Privacy watchdog, lawyers call out PNP for community pantry profiling

People line up to receive food from the Maginhawa Community Pantry put up by Good Samaritan Ana Patricia Non on Maginhawa Street in Quezon City on April 17, 2021.
The STAR/Boy Santos

MANILA, Philippines — Privacy watchdogs and lawyers called out the police over their profiling of makeshift markets known as community pantry that was well-documented in social media, but belatedly denied to have happened by authorities.

“We would like to emphasize that collective personal data must be done fairly and lawfully with respect to the rights of a data subject, including the rights to be informed and object,” the National Privacy Commission said in a statement on Tuesday.

“Should there be a need to collect personal information to maintain peace and order, it must be accomplished with transparency, legitimate purpose and proportionality,” it added.

The sprouting over the weekend of community pantries, which offer donated goods to the needy for free, has caught the eye of the government that over the past two days, issued contradicting statements on the noble advocacy.

On Monday, several accounts of organizers in social media showed the police asking them to fill up personal information sheets, triggering fears of arrest as own police social media accounts began tying the selfless act during the pandemic, and amid state failure to rollout sufficient aid, to communist rebels. This red-tagging was also the same reason that Anna Patricia Non, who initiated the first community pantry, closed down the market on Tuesday to the detriment of the poor.

Despite online accounts by information gathering, General Debold Sinas, chief of the Philippine National Police, denied the PNP is monitoring community pantries for suspicious activities. “There is no order from the national headquarters to conduct any form of profiling of organizers of community pantries,” he said.

“It is beyond the interest of the PNP to delve into purely voluntary personal activities of private citizens,” Sinas added.

Local Government Secretary Eduardo Ano backed up Sinas claims. “As long as the intention is good and without political color, it should be encouraged and supported,” he said separately.
 
Yet official statements did little to assuage fears of the common public only out to extend help to people unable to get proper sustenance from the government, over a year since the pandemic started. The NPC itself said the PNP should take reports of privacy concerns seriously.

“We call on again the attention of the PNP Data Protection Office to look into these reports and take appropriate measures to prevent any doings of its personnel on the ground that could potentially harm citizens and violate their rights,” NPC said.

Lawyers requested to help out

For Edre Olalia, president of the National Union of People’s Lawyers, a group that offers free legal assistance, pantry organizers are not obliged to give their personal data when approached by cops. Yet while this is true, instances of people getting intimidated by men in uniform are also prevalent, thereby making them prone to giving out information almost unwillingly.

“As a matter of fact, it is in violation of basic constitutional rights,” Olalia said.

Neri Colmenares, chair of Bayan Muna, warned in a letter addressed to fellow lawyers that the red-tagging and profiling of community pantry organizers “creates an atmosphere of fear, a chilling effect, on those who are merely helping out.” He also asked lawyers and law students to set up makeshift centers near community pantries to offer quick legal assistance when needed.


Note how many lines in these entries contain "branch", and reply with that number alone.

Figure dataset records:
"""
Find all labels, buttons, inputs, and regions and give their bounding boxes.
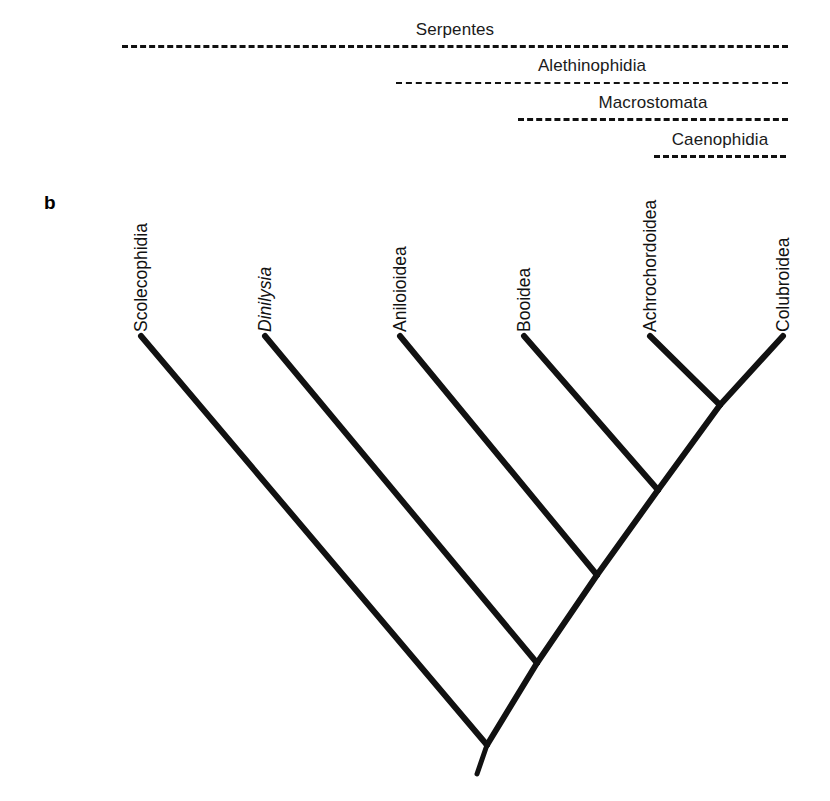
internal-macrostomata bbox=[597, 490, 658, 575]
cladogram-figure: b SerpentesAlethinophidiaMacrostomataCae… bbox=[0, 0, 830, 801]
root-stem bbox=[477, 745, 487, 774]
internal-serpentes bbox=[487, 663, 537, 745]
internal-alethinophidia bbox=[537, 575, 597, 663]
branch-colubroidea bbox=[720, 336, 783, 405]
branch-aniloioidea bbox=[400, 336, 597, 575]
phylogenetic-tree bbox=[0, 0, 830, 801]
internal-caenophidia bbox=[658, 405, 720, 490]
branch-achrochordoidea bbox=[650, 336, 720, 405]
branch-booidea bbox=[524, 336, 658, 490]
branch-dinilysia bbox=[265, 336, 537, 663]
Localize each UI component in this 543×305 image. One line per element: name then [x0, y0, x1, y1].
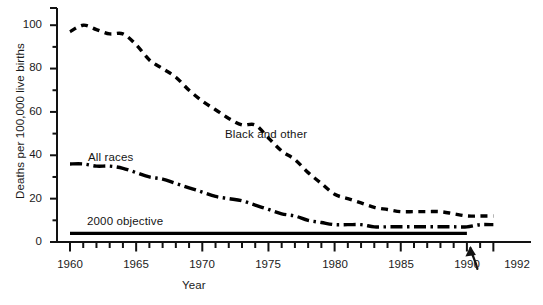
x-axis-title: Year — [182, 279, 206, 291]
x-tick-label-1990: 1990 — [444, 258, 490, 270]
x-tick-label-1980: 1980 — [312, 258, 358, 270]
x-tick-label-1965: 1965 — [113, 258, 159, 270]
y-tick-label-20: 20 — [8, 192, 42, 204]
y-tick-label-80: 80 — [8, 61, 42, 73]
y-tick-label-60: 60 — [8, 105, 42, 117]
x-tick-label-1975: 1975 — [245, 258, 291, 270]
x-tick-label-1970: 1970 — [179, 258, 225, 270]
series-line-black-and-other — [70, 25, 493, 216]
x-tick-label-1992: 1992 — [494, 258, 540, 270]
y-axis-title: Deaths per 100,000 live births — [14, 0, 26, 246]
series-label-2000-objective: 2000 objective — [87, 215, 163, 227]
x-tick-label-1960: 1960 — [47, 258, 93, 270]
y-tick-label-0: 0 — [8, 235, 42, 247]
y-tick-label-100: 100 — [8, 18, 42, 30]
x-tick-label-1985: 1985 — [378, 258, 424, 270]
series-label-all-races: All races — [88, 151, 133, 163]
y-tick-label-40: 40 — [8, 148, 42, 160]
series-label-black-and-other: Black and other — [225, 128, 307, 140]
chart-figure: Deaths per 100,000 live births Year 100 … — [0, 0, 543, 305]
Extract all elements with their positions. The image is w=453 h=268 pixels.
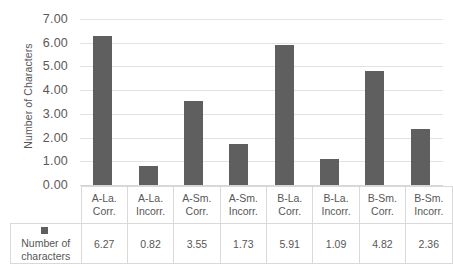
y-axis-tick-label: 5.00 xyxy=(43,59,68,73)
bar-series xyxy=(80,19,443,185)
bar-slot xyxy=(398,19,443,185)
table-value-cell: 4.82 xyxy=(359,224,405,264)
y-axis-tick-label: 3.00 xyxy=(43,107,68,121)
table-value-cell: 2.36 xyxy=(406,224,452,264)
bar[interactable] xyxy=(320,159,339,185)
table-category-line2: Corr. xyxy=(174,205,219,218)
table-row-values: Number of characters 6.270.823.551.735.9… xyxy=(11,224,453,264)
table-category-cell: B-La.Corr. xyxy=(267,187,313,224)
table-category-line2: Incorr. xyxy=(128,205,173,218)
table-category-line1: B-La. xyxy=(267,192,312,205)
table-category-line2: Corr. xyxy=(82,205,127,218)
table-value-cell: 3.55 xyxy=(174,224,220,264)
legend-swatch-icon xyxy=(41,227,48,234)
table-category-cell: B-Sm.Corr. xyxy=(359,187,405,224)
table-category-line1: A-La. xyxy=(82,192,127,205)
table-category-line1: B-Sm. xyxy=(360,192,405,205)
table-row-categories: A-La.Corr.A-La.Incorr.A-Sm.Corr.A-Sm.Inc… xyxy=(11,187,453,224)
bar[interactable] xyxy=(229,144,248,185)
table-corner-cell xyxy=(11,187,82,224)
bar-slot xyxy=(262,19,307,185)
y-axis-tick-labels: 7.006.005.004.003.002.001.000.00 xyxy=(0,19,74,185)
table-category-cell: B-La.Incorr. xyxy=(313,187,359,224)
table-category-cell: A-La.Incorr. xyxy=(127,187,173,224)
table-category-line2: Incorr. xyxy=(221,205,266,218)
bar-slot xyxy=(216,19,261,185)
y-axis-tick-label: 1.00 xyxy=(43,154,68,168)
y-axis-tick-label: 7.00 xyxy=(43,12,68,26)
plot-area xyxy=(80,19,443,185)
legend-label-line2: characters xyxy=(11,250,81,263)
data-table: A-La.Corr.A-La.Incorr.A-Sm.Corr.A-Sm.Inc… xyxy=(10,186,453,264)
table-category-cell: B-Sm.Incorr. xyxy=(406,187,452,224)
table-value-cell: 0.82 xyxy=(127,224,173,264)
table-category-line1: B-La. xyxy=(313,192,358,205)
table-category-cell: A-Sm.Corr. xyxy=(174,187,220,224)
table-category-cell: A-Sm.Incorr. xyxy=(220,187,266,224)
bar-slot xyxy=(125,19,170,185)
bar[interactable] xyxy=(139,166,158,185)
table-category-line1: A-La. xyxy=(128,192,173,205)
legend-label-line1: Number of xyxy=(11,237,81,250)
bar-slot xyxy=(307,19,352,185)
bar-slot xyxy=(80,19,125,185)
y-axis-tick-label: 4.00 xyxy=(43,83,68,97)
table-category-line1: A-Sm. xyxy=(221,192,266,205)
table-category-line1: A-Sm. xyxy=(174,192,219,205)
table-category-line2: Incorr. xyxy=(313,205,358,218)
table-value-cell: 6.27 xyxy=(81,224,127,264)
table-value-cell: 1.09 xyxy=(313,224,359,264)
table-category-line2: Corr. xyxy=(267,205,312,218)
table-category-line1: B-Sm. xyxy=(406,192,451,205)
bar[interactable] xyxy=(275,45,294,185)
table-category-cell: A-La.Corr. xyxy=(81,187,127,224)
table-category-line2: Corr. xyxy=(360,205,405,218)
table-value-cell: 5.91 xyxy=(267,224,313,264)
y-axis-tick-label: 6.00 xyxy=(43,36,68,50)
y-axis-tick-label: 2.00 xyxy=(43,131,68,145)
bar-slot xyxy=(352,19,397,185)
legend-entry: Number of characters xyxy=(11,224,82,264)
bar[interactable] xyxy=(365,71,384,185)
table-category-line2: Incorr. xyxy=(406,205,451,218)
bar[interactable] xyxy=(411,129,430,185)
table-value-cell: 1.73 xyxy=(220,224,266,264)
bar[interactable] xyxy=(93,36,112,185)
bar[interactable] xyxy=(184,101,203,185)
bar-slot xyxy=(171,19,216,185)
"""
"""
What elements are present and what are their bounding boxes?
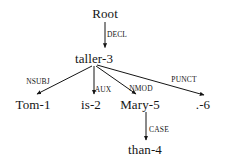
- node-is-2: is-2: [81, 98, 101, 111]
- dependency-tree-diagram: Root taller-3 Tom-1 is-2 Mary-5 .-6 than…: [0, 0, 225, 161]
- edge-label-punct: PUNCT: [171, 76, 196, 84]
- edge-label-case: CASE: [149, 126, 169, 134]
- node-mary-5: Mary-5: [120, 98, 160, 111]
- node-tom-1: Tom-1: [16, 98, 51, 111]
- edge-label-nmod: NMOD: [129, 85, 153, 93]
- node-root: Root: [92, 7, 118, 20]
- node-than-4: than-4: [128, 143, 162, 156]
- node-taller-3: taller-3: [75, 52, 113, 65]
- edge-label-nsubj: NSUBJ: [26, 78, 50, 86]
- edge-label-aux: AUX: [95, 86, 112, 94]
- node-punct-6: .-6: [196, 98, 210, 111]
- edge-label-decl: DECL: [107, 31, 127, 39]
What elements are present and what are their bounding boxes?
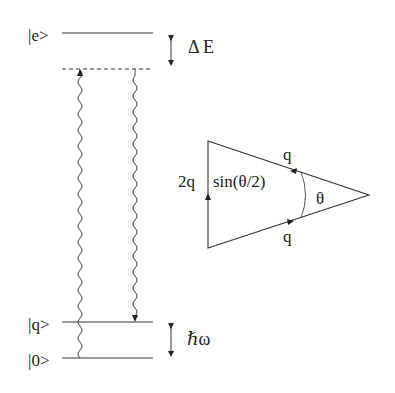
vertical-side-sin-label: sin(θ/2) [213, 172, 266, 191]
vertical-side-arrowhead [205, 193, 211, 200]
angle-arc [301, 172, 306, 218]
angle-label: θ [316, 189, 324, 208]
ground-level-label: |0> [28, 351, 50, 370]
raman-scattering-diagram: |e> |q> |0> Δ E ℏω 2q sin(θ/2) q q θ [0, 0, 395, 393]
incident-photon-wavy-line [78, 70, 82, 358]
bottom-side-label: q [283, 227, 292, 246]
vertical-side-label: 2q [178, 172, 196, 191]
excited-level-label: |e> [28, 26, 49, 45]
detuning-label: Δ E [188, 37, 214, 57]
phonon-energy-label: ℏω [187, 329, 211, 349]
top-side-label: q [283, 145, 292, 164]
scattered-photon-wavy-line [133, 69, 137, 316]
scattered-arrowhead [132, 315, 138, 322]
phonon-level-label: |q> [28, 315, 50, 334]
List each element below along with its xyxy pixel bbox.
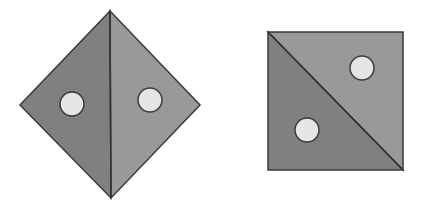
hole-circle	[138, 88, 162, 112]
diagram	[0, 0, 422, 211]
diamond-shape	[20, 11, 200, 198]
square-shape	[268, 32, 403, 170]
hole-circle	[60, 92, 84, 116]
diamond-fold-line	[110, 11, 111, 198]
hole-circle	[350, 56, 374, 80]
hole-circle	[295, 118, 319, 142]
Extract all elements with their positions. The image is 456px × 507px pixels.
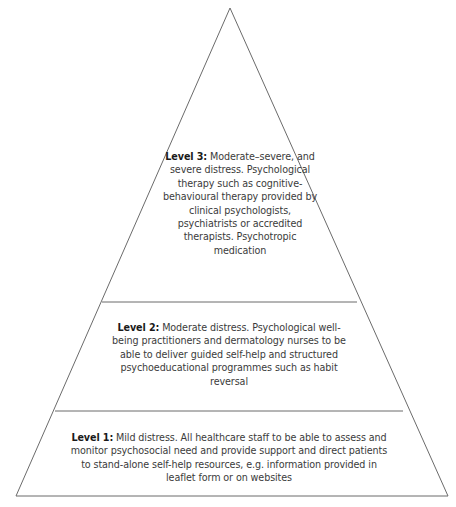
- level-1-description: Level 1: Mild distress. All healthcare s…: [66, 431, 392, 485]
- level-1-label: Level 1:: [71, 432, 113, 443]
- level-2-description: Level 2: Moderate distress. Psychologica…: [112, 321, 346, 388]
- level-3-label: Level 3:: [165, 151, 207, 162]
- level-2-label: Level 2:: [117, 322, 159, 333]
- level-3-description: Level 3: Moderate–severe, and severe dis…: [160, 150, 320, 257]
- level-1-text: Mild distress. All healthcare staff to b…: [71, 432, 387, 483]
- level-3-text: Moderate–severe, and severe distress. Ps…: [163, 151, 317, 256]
"""
• YOUR SOLUTION
5